Task brief:
Quote the lines below from the one containing "Describe the element at coordinates (126, 49)" to the final line, both ends included; exclude the pictures.

Extracted records:

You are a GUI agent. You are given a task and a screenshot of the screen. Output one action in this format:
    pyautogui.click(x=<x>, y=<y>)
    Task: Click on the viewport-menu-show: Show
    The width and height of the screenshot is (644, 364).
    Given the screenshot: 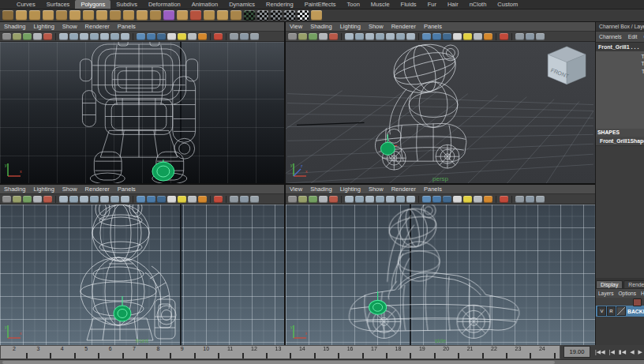 What is the action you would take?
    pyautogui.click(x=69, y=27)
    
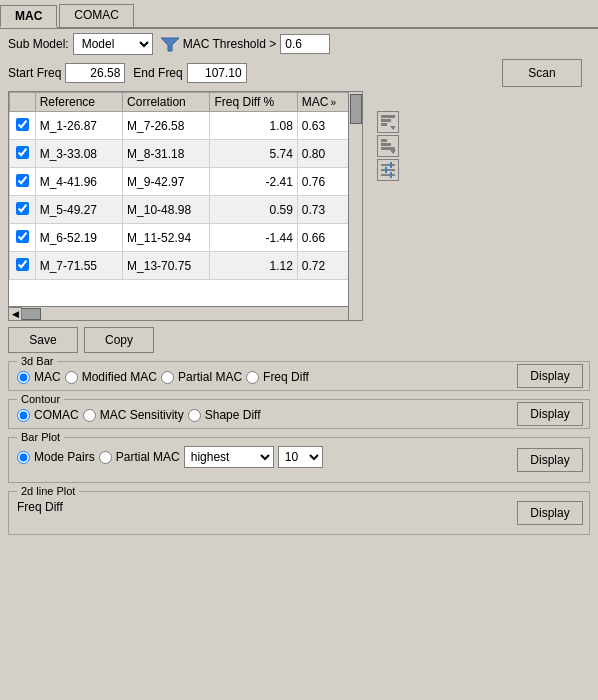 The image size is (598, 700). Describe the element at coordinates (78, 126) in the screenshot. I see `row-reference: M_1-26.87` at that location.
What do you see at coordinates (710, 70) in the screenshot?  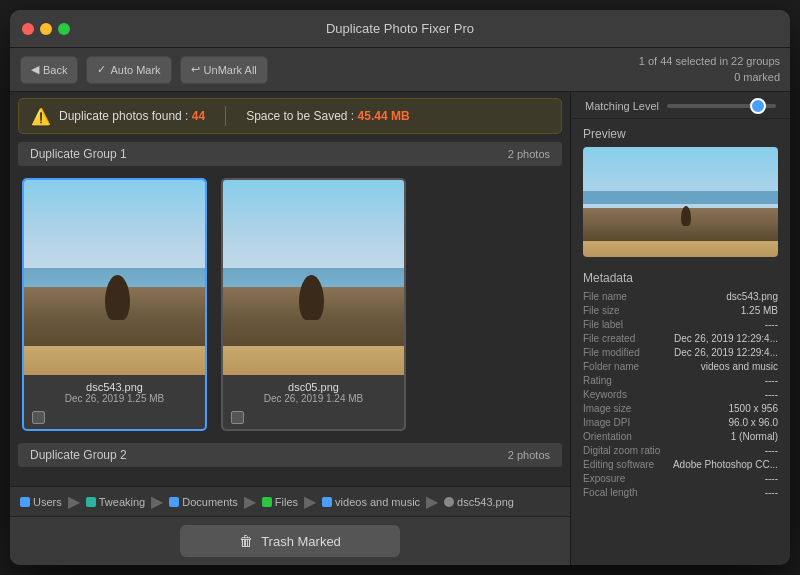 I see `toolbar-info: 1 of 44 selected in 22 groups 0 marked` at bounding box center [710, 70].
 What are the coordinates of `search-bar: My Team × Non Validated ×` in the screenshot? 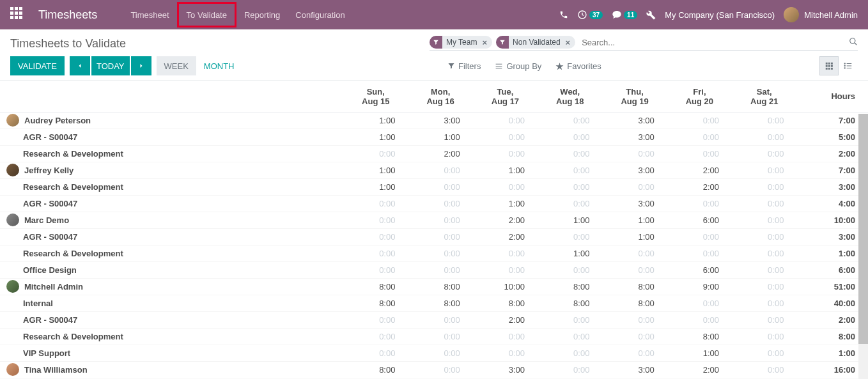 It's located at (644, 43).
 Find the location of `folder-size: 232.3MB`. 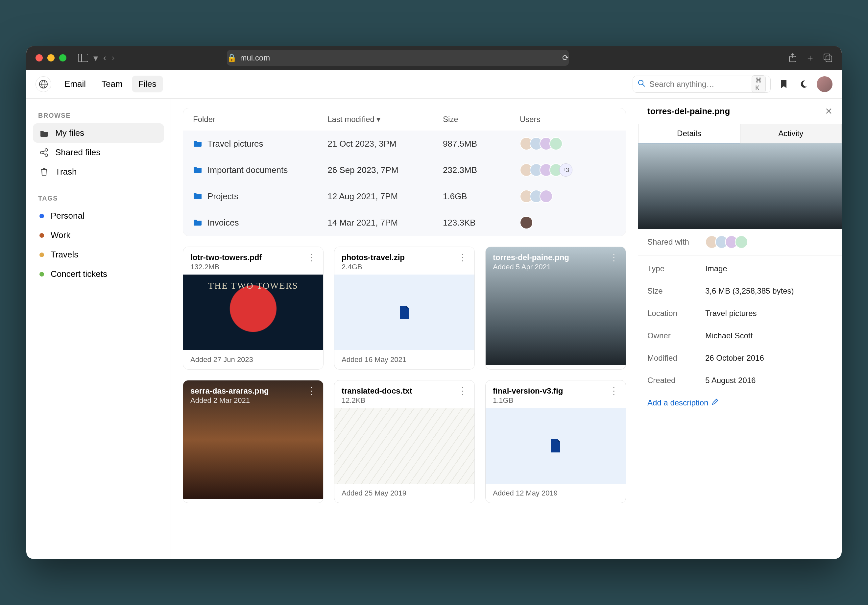

folder-size: 232.3MB is located at coordinates (481, 170).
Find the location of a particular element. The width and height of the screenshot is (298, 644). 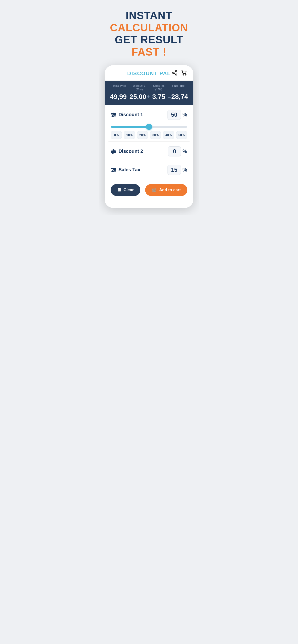

label-discount1: Discount 1(50%) is located at coordinates (139, 88).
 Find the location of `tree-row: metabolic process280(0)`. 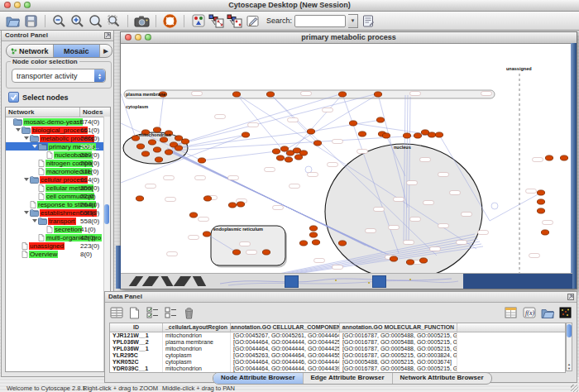

tree-row: metabolic process280(0) is located at coordinates (58, 138).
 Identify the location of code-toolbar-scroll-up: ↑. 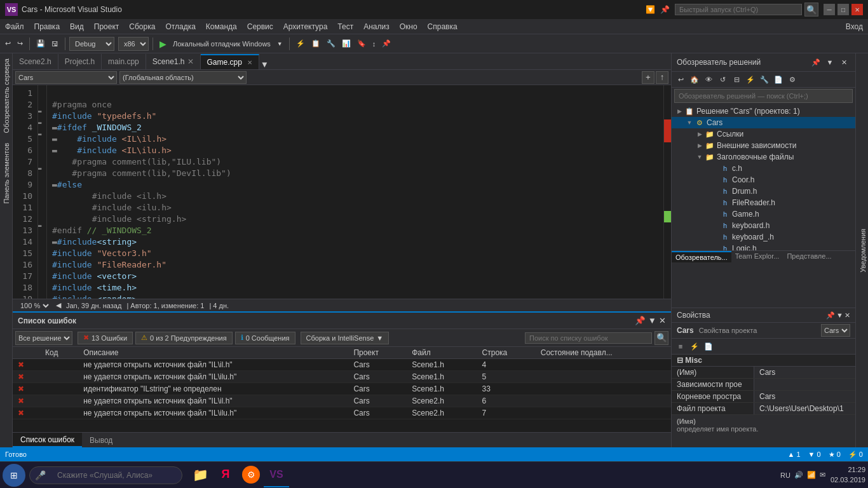
(662, 78).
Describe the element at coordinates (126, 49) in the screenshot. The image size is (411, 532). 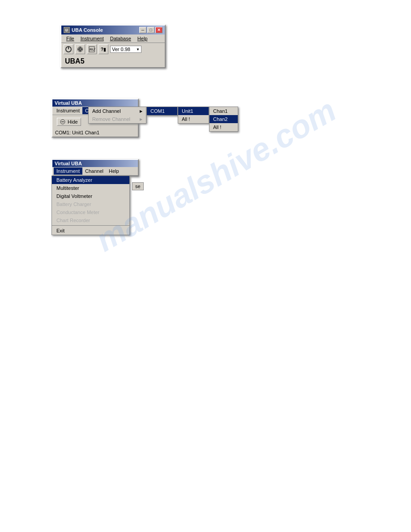
I see `version-dropdown: Ver 0.98 ▼` at that location.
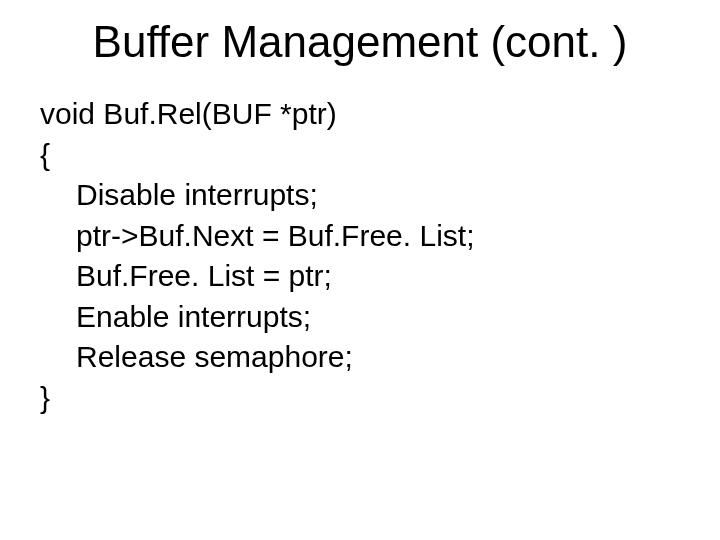  I want to click on code-line: {, so click(360, 156).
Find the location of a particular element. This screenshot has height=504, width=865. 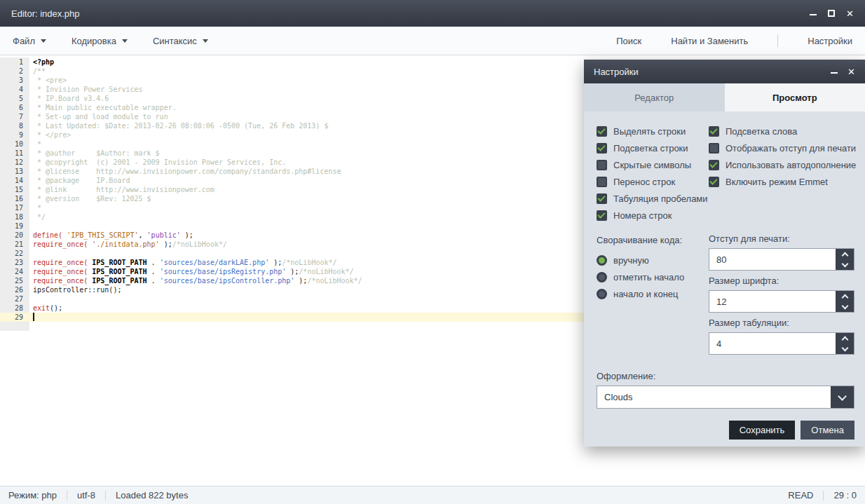

checkbox-label: Выделять строки is located at coordinates (649, 132).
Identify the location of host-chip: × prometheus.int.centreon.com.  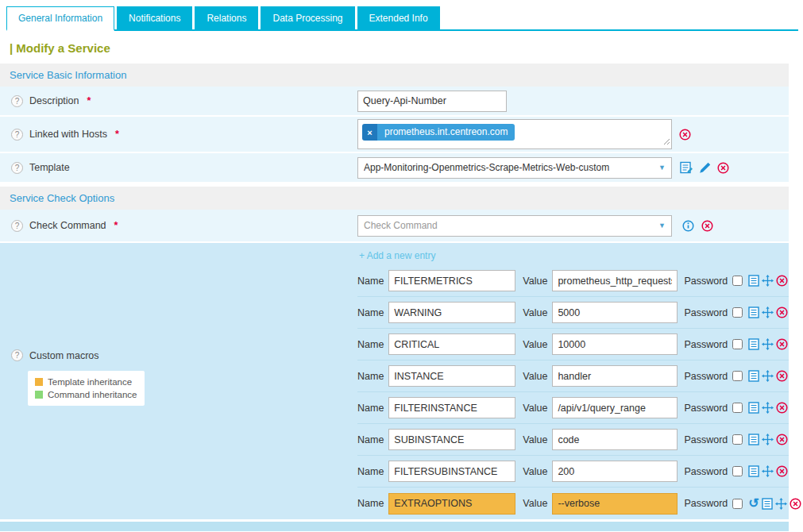
(438, 132).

Expected output:
Describe the element at coordinates (126, 49) in the screenshot. The image size is (411, 532). 
I see `version-dropdown: Ver 0.98 ▼` at that location.
  I want to click on code-line: {, so click(360, 156).
Find the location of a particular element. This screenshot has height=504, width=865. 

checkbox-label: Выделять строки is located at coordinates (649, 132).
Identify the location of host-chip: × prometheus.int.centreon.com.  
(438, 132).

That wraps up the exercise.